PMQs today: Prime Minister David Cameron turns tables on Labour over £130m Google tax deal
Prime Minister David Cameron was forced to defend the government's approach to collecting corporation tax today after Labour leader Jeremy Corbyn questioned Google's £130m back taxes deal.
"We're talking about tax that should have been collected under a Labour government, raised by a Conservative government," Cameron said at Prime Minister's Questions (PMQs). "No government has done more than this one to crack down on tax evasion and aggressive tax avoidance. No government, and certainly not the last Labour government."
Google revealed late Friday that it had reached a deal with HMRC to hand over £130m to settle claims covering a 10-year period, including years when Tony Blair and Gordon Brown were in Number 10.
Cameron said told MPs today that "it's quite right" that tax deals are "done independently by HMRC", but pointed to new government policies to crack down on tax evasion and limit tax avoidance.
"We have put in place the diverted profit tax that means that this company and other companies will pay more tax in future. And more tax in future than they ever paid under Labour, where the tax rate for Google was zero per cent," Cameron said.
Read more: Taxing companies is after all just a stealthy way to tax people
Cameron also made a jab at big banks in PMQs, saying of Corbyn: "If like me he's genuinely angry about what happened to Google under Labour, can I tell him a few people he could call?"
"Maybe he should start by calling Tony Blair, you can get him at JP Morgan," Cameron told MPs. "Call Gordon Brown, apparently you can get him at a Californian bond dealer called Pimco. He could call Alistair Darling, I think he's at Morgan Stanley, but it's hard to keep up.
"Those are the people to blame for Google not paying their taxes, we're the ones who got them to pay," Cameron said.
Blair has been a paid adviser to JP Morgan since 2008, while it was revealed last December that Brown and Darling were taking up roles with Pimco and Morgan Stanley.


The lines wanted are those in the data below that include "component".

■ Data to examine
—————
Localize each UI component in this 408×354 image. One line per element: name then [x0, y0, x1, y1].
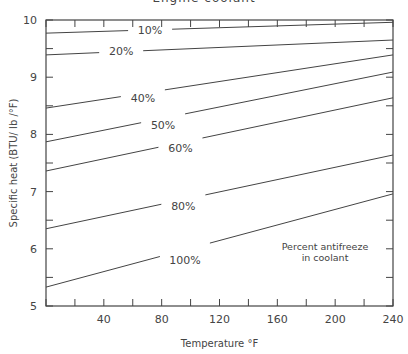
series-line-80pct: [205, 155, 393, 195]
series-line-40pct: [165, 55, 393, 90]
series-line-10pct: [172, 22, 393, 29]
series-line-80pct: [46, 204, 161, 229]
y-tick-label: 5: [30, 300, 37, 313]
y-axis-label: Specific heat (BTU/ lb /°F): [8, 98, 19, 227]
series-line-20pct: [46, 53, 99, 55]
x-tick-label: 120: [209, 313, 230, 326]
y-tick-label: 6: [30, 243, 37, 256]
y-tick-label: 9: [30, 71, 37, 84]
series-label: 50%: [151, 119, 175, 132]
series-line-60pct: [46, 147, 158, 171]
series-line-100pct: [46, 257, 160, 288]
y-tick-label: 8: [30, 128, 37, 141]
x-tick-label: 40: [97, 313, 111, 326]
annotation-line-2: in coolant: [302, 252, 349, 263]
series-label: 40%: [131, 92, 155, 105]
series-line-100pct: [210, 194, 393, 243]
series-label: 10%: [138, 24, 162, 37]
series-line-10pct: [46, 31, 128, 34]
series-line-20pct: [143, 40, 393, 51]
line-chart: 40801201602002405678910Temperature °FSpe…: [0, 0, 408, 354]
series-label: 20%: [109, 45, 133, 58]
series-line-40pct: [46, 97, 121, 108]
series-line-50pct: [46, 123, 141, 142]
series-label: 60%: [168, 142, 192, 155]
x-tick-label: 200: [325, 313, 346, 326]
x-tick-label: 240: [383, 313, 404, 326]
x-tick-label: 160: [267, 313, 288, 326]
y-tick-label: 7: [30, 186, 37, 199]
x-tick-label: 80: [155, 313, 169, 326]
annotation-line-1: Percent antifreeze: [282, 241, 369, 252]
x-axis-label: Temperature °F: [180, 338, 259, 349]
series-line-50pct: [185, 72, 393, 114]
series-label: 80%: [171, 200, 195, 213]
y-tick-label: 10: [23, 14, 37, 27]
series-label: 100%: [169, 254, 200, 267]
series-line-60pct: [202, 98, 393, 138]
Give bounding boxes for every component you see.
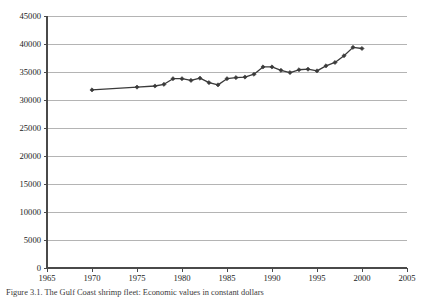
—————
■ Answer to this exercise
Localize each UI component in this 408×354 image. One line per element: name then [x0, y0, x1, y1].
Give bounding boxes for every component you see.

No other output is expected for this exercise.